Officials for both projects are betting that by backing out and launching a new bid in the next solicitation round this summer, they can get selected once again with more favorable financial terms.
Slingsby said SouthCoast Wind officials “believe our project can deliver more than enough clean power for every home in Rhode Island” and for South Coast homes in Massachusetts “potentially ahead of other projects in development.”
“In fact, we expect to have our federal permit in hand at the end of this year,” Slingsby said. “In addition, our project will help meet state, regional and national climate goals, which at present are in jeopardy of falling short of target.”
Through three rounds of bidding — one in 2017, one in 2019 and one in 2021 — Massachusetts has procured a total of 3,200 megawatts of capacity for offshore wind power. Commonwealth Wind and SouthCoast Wind scrapping their contracts would cut that pipeline by three-quarters.

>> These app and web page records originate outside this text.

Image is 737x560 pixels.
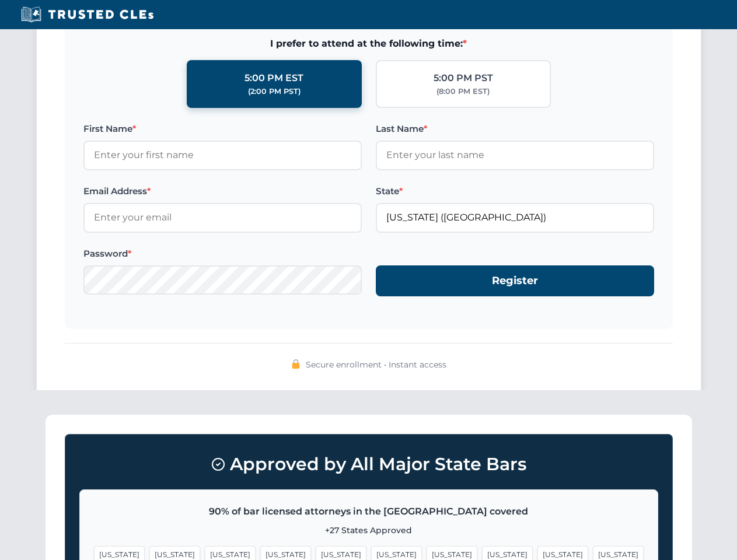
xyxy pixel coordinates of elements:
[306,358,447,371] span: Secure enrollment • Instant access
[376,265,654,296] button: Register
[376,184,654,198] label: State
[437,86,490,98] div: (8:00 PM EST)
[248,86,300,98] div: (2:00 PM PST)
[84,36,654,52] span: I prefer to attend at the following time:
[244,71,303,86] div: 5:00 PM EST
[84,140,362,169] input: Enter your first name
[434,71,494,86] div: 5:00 PM PST
[84,203,362,232] input: Enter your email
[84,247,362,261] label: Password
[84,184,362,198] label: Email Address
[291,360,300,369] img: 🔒
[376,122,654,136] label: Last Name
[376,203,654,232] input: Florida (FL)
[94,524,644,537] p: +27 States Approved
[18,6,157,23] img: Trusted CLEs
[376,140,654,169] input: Enter your last name
[84,122,362,136] label: First Name
[80,448,658,480] h3: Approved by All Major State Bars
[94,504,644,519] p: 90% of bar licensed attorneys in the [GEOGRAPHIC_DATA] covered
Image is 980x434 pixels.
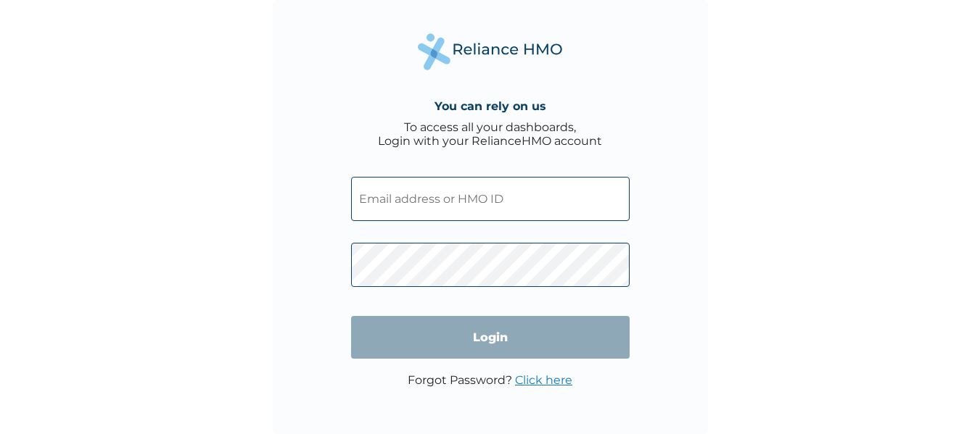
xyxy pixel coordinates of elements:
input: Email address or HMO ID [351,177,630,221]
img: Reliance Health's Logo [418,33,563,71]
p: Forgot Password? [408,374,572,387]
h4: You can rely on us [434,100,547,113]
div: To access all your dashboards, Login with your RelianceHMO account [378,120,602,148]
a: Click here [515,374,572,387]
input: Login [351,316,630,359]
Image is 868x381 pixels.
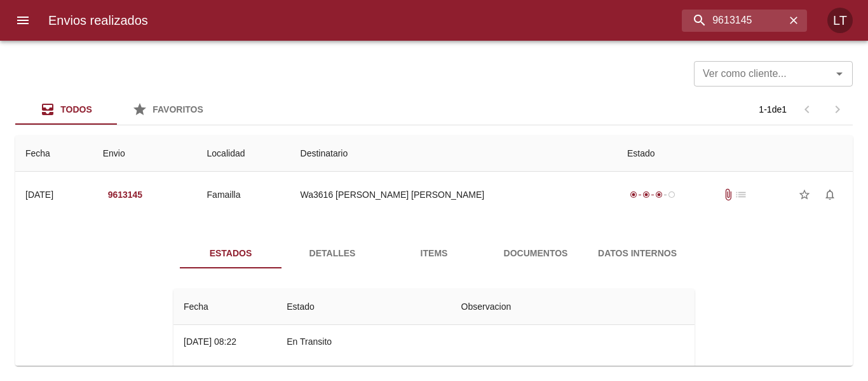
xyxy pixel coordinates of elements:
td: Famailla [197,172,290,217]
span: Datos Internos [595,245,680,261]
span: Items [391,245,477,261]
span: Favoritos [153,104,204,115]
button: Abrir [831,65,848,83]
td: En Transito [276,325,451,358]
span: Documentos [493,245,579,261]
span: radio_button_unchecked [668,190,675,198]
span: No tiene pedido asociado [734,189,747,200]
em: 9613145 [108,187,143,202]
button: Activar notificaciones [817,182,843,207]
div: Abrir información de usuario [827,8,853,33]
th: Observacion [451,288,694,325]
th: Destinatario [290,136,618,172]
th: Estado [618,136,853,172]
div: [DATE] 08:22 [184,336,236,346]
div: LT [827,8,853,33]
div: Tabs Envios [15,94,218,125]
span: star_border [798,189,811,200]
th: Estado [276,288,451,325]
p: 1 - 1 de 1 [759,103,787,116]
span: Detalles [289,245,375,261]
span: Todos [61,104,92,115]
div: [DATE] [25,190,54,199]
th: Localidad [197,136,290,172]
span: radio_button_checked [655,190,662,198]
td: Wa3616 [PERSON_NAME] [PERSON_NAME] [290,172,618,217]
span: radio_button_checked [630,190,638,198]
button: menu [8,5,38,36]
span: radio_button_checked [643,190,651,198]
button: 9613145 [103,183,148,206]
span: Pagina anterior [792,103,822,114]
th: Fecha [15,136,93,172]
input: buscar [682,10,785,32]
div: En viaje [628,189,678,200]
th: Envio [93,136,197,172]
span: Estados [188,245,274,261]
span: Tiene documentos adjuntos [722,189,734,200]
h6: Envios realizados [48,10,148,31]
span: notifications_none [824,189,836,200]
span: Pagina siguiente [822,94,853,125]
th: Fecha [174,288,276,325]
button: Agregar a favoritos [792,182,817,207]
div: Tabs detalle de guia [180,237,688,268]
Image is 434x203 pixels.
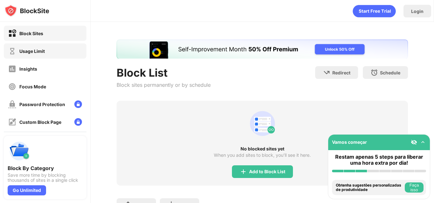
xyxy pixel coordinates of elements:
[19,31,43,36] div: Block Sites
[8,140,30,163] img: push-categories.svg
[116,147,408,152] div: No blocked sites yet
[380,70,400,76] div: Schedule
[116,66,210,79] div: Block List
[19,49,45,54] div: Usage Limit
[410,139,417,146] img: eye-not-visible.svg
[336,183,403,193] div: Obtenha sugestões personalizadas de produtividade
[214,153,310,158] div: When you add sites to block, you’ll see it here.
[4,4,49,17] img: logo-blocksite.svg
[8,165,83,172] div: Block By Category
[19,66,37,72] div: Insights
[411,9,423,14] div: Login
[74,101,82,108] img: lock-menu.svg
[8,118,16,126] img: customize-block-page-off.svg
[19,120,61,125] div: Custom Block Page
[8,83,16,91] img: focus-off.svg
[19,84,46,90] div: Focus Mode
[249,170,285,175] div: Add to Block List
[8,101,16,109] img: password-protection-off.svg
[116,82,210,88] div: Block sites permanently or by schedule
[8,186,46,196] div: Go Unlimited
[8,65,16,73] img: insights-off.svg
[8,173,83,183] div: Save more time by blocking thousands of sites in a single click
[404,183,423,193] button: Faça isso
[332,140,367,145] div: Vamos começar
[19,102,65,107] div: Password Protection
[8,47,16,55] img: time-usage-off.svg
[332,70,350,76] div: Redirect
[116,40,408,59] iframe: Banner
[247,109,277,139] div: animation
[332,154,426,166] div: Restam apenas 5 steps para liberar uma hora extra por dia!
[74,118,82,126] img: lock-menu.svg
[8,30,16,37] img: block-on.svg
[419,139,426,146] img: omni-setup-toggle.svg
[352,5,396,17] div: animation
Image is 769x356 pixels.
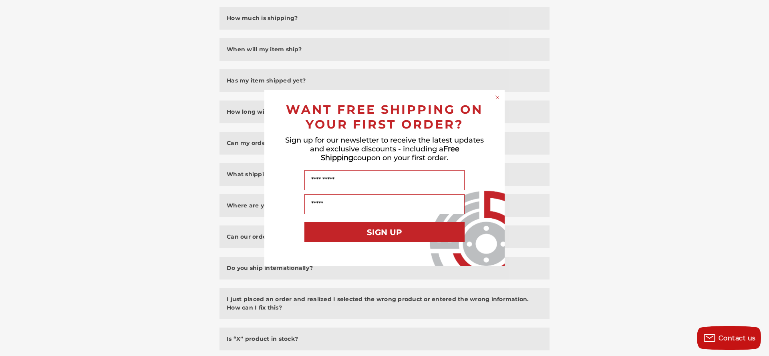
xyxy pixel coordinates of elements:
[697,326,761,350] button: Contact us
[304,222,465,242] button: SIGN UP
[285,136,484,162] span: Sign up for our newsletter to receive the latest updates and exclusive discounts - including a co...
[286,102,483,132] span: WANT FREE SHIPPING ON YOUR FIRST ORDER?
[321,145,459,162] span: Free Shipping
[718,334,756,342] span: Contact us
[493,93,501,101] button: Close dialog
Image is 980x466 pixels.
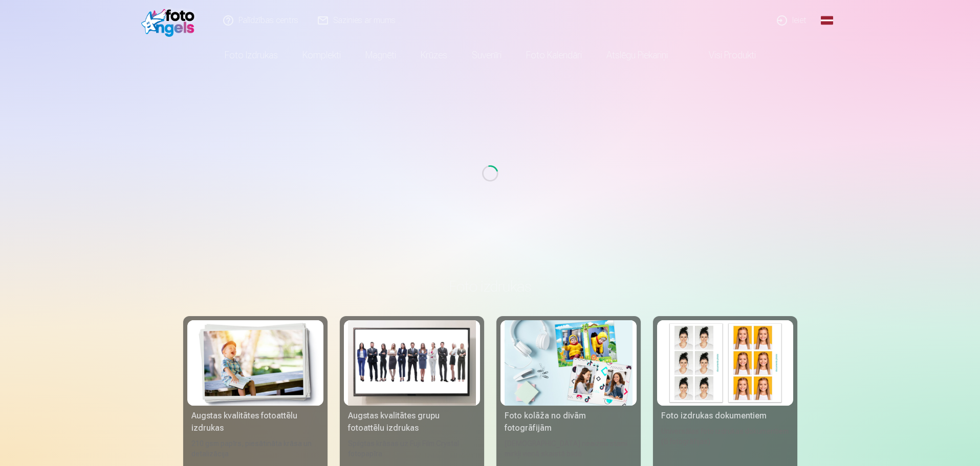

Slingsby said SouthCoast Wind “recently initiated discussions” with state regulators and utility companies about spiking the contracts, and a DPU spokesperson said Monday that the developer has not yet filed any formal paperwork.
“We encourage all parties to find clarity on the next steps before the fourth offshore wind solicitation becomes active,” DPU spokesperson Maria Hardiman said.
The Healey administration took uncertainty about the pair of previously approved wind projects into consideration when it drafted a request for proposals for the upcoming fourth offshore wind procurement. Previous procurements have drawn just a handful of bidders.
The administration proposed adding between 400 MW and 3,600 MW more wind power in the next round, much of which might be backfilling prior capacity if both Commonwealth Wind and SouthCoast Wind indeed back out. Officials also sought to add language taking into account a bidder’s “experience and track record” when considering new wind proposals, including “consideration of any project that has been delayed, failed, substantively amended, defaulted under, withdrawn, agreed to termination, or otherwise did not proceed.”
Sen. Mike Barrett, one of the Legislature’s point people on clean energy and offshore wind, said he does not see SouthCoast Wind’s push to cancel its contracts as a massive blow to the state’s climate goals.
“Losing something from our pace doesn’t mean that we lose the race. We can endure an extra two years of delay, as long as every single megawatt we’re counting on ultimately gets generated,” Barrett, who co-chairs the Telecommunications, Utilities and Energy Committee, told the News Service. “I’m not thrown by the prospect of delay. The world really has changed since the Ukraine [invasion], the inflationary spike, and the supply chain upsets. There’s no sense in pretending as if those things didn’t happen. We’re slowing down, but we’re still going to finish the course.”
Some elected officials, particularly in the House, have been voicing concerns that Massachusetts is losing its offshore wind competitive edge as other states like New Jersey take significant steps.